One expensive ice-cream

Ate a full Cornetto ice-cream yesterday + froze all night with R hogging the throw and Chewie taking the blanket = a day wasted to tinnitus.

Spent most of the day blankly staring at the screen, not knowing what to do. Took me ages to update and merge PRs that I’d probably made in less time last week. Bailed out of the only meeting I had. Took a long walk and a short nap in the lunch break. Head’s still ringing.

Met a friend on the afternoon walk who pointed out that the crickets were chirping all around. Told him they chirp all the time in my head. And like for him, they were really loud for me too today.

Swish…

I’ve spent most recent weekends working on a big, breaking change to some of my Chrome extensions. I even took today off from work so I could drive the work through to conclusion.

Finally at 23.00, everything was ready, tested, retested, ready to be deployed. I deployed the server side components and tested them again. Then, I packaged the extension, uploaded to the Chrome webstore developer dashboard, and submitted for review.

It usually takes about a day for the review, though sometimes it can even take up to a few weeks. So, I’m expecting the change to go live sometime late tomorrow, or maybe Monday (it’s already weekend almost everywhere). Time to sleep 😴

Instead, here I am, 45 mins later, writing to tell you that the update has been reviewed, approved, and published. Already.

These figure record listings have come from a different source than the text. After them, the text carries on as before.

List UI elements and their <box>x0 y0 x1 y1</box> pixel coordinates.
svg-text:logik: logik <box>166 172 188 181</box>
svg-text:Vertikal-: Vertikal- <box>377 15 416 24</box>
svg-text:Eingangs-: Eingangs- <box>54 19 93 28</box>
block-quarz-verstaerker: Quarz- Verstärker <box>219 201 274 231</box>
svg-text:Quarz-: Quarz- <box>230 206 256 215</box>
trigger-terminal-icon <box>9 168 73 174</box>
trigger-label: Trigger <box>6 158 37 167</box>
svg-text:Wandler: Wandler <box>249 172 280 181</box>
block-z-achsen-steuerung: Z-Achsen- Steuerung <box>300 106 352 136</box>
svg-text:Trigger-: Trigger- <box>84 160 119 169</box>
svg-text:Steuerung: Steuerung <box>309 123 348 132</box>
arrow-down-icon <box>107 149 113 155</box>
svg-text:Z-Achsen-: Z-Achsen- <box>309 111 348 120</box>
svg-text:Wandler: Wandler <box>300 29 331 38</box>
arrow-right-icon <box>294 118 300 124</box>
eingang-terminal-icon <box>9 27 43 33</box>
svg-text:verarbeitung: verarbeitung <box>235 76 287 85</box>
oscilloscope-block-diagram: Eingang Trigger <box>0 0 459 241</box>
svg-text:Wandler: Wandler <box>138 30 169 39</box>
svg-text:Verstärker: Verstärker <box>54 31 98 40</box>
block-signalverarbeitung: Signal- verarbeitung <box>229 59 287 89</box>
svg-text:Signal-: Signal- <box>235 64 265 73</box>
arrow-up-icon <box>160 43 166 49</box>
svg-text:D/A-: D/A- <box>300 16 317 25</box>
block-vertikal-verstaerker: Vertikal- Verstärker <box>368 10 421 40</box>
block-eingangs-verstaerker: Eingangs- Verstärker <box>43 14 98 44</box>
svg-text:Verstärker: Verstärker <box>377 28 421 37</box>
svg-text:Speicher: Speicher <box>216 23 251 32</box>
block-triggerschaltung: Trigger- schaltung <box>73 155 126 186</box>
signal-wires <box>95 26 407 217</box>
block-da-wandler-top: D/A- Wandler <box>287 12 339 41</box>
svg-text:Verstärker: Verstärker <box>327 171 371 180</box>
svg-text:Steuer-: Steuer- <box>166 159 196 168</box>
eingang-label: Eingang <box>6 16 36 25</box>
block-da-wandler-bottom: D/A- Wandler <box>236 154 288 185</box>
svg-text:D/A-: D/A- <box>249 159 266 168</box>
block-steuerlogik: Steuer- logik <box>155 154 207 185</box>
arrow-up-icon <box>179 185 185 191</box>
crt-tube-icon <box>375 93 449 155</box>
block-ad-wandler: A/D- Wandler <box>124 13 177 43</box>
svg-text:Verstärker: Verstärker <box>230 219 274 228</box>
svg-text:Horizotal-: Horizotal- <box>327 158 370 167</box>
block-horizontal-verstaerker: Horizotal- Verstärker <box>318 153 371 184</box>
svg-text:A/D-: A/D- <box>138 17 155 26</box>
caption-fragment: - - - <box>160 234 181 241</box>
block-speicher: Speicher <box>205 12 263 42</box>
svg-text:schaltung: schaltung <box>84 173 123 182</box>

How am I gonna sleep now? 😬

Five checkmark day

And a 2x day

An 11K run with the boy, and some gardening in the evening is all it took to get the step and the floors targets.

A long sleep helped. The cool, if humid, weather helped. A happy boy helped. A first week, in a month, of running all four runs helped. Spending all of Friday in bed reading while hugging the boy also helped.

Je t’en prie

Learnt a new French phrase while reading a book about a gentleman in Moscow. I like the sound of this better than the usual de rien.

Easy switch

A friend1 recently mentioned how many of our old acquaintances self identify as libertarians, and how comfortable many of them are with authoritarianism.

In my head, this played out as…

I’m smarter than you, don’t tell me what to do, how to live. (Libertarian)

…turns easily into…

I’m smarter than you, I will tell you what to do, how to live. (Authoritarian)

Of course, there’s a big execution gap between telling people what to do, and forcing people to do it. In other words, between being an armchair authoritarian and the real one chaining up the country. Supporting the real one provides a comfortable bridge over that gap.


  1. The friend is an IIT-IIM grad. The acquaintances are all IIM, if not IIT-IIM grads. Perhaps the superior status signalling provided by these institutions is a trigger for the “I’m smarter than you…” base that leads to the two isms.